Top ten best comedies of the 90s
http://www.cutprintfilm.com/features/the-50-best-comedies-of-the-90s/
The New York of today can be overwhelming, but it’s nothing compared to the New York of 20+ years ago. NYC then was dangerous. As a piece in Salon put it, “In the 1970s, ’80s and early ’90s, New York was viewed as one of the world’s most dangerous metropolises — a cesspool of violence and danger… Friends who lived here during that time talk of being terrified to use the subway, of being mugged outside their apartments, and an overwhelming tide of junkies. Thirty-one one of every 100,000 New Yorkers were murdered each year, and 3,668 were victims of larceny.”
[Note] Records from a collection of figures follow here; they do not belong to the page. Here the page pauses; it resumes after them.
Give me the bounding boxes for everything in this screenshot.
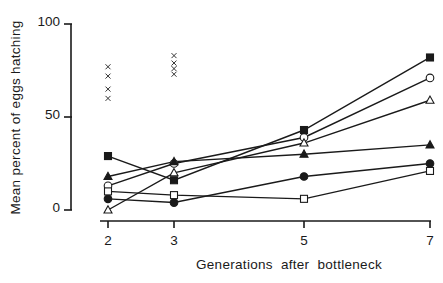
x-tick-label-5: 5 xyxy=(294,233,314,248)
data-point-filled-triangle-icon xyxy=(426,141,434,148)
data-point-filled-circle-icon xyxy=(426,160,434,168)
data-point-filled-square-icon xyxy=(301,127,308,134)
x-mark-icon xyxy=(172,72,177,77)
x-mark-icon xyxy=(106,74,111,79)
x-marks xyxy=(106,53,177,101)
data-point-open-square-icon xyxy=(427,167,434,174)
series-line-filled-triangle xyxy=(108,145,430,177)
data-point-filled-square-icon xyxy=(171,177,178,184)
data-point-filled-circle-icon xyxy=(300,173,308,181)
x-mark-icon xyxy=(106,96,111,101)
series-line-filled-square xyxy=(108,57,430,180)
series-line-open-square xyxy=(108,171,430,199)
y-axis xyxy=(64,24,72,210)
x-mark-icon xyxy=(172,61,177,66)
data-point-open-square-icon xyxy=(301,195,308,202)
data-point-open-triangle-icon xyxy=(426,96,434,103)
data-point-open-square-icon xyxy=(105,188,112,195)
series-lines xyxy=(108,57,430,210)
x-tick-label-3: 3 xyxy=(164,233,184,248)
x-tick-label-7: 7 xyxy=(420,233,440,248)
data-point-filled-square-icon xyxy=(105,153,112,160)
data-point-filled-circle-icon xyxy=(170,199,178,207)
y-tick-label-50: 50 xyxy=(30,107,60,122)
x-axis-label: Generations after bottleneck xyxy=(196,257,382,272)
x-mark-icon xyxy=(106,87,111,92)
chart-plot-area xyxy=(0,0,443,283)
x-mark-icon xyxy=(172,66,177,71)
data-point-open-triangle-icon xyxy=(104,206,112,213)
x-mark-icon xyxy=(172,53,177,58)
y-tick-label-0: 0 xyxy=(30,200,60,215)
x-tick-label-2: 2 xyxy=(98,233,118,248)
x-axis xyxy=(100,221,431,228)
y-tick-label-100: 100 xyxy=(30,14,60,29)
series-markers xyxy=(104,54,434,213)
data-point-open-square-icon xyxy=(171,192,178,199)
x-mark-icon xyxy=(106,64,111,69)
y-axis-label: Mean percent of eggs hatching xyxy=(0,24,30,210)
data-point-open-circle-icon xyxy=(426,74,434,82)
series-line-open-circle xyxy=(108,78,430,186)
data-point-filled-square-icon xyxy=(427,54,434,61)
data-point-filled-circle-icon xyxy=(104,195,112,203)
Howard Franklin and Bill Murray’s 1990 film Quick Change was released at the cusp of big change in the city (as the 90s went on, the Big Apple would turn into a much safer place to inhabit). The genius of Quick Change lies in how it takes the potentially deadly chaos that the city had yet to crawl out of it and turn it into something hilarious. The film opens with a lengthy bank robbery-turned-hostage-standoff. Bill Murray plays the bank robber, who arrives on the scene in a full clown get-up. Eventually it’s revealed that two of Murray’s “hostages” — played by Geena Davis and Randy “Star Whackers” Quaid — were in on the job with him. And while the three criminals get away from the robbery unscathed, getting out of the city will prove to be much more difficult. Quick Change is often hilarious, but there’s a melancholy that layers the film that likely didn’t sit well with audiences expecting a riotous Bill Murray comedy (the film eventually made its budget back, but was considered an overall box office disappointment). Quick Change eventually earned the cult status it deserved, and remains one of the best comedies of 90s.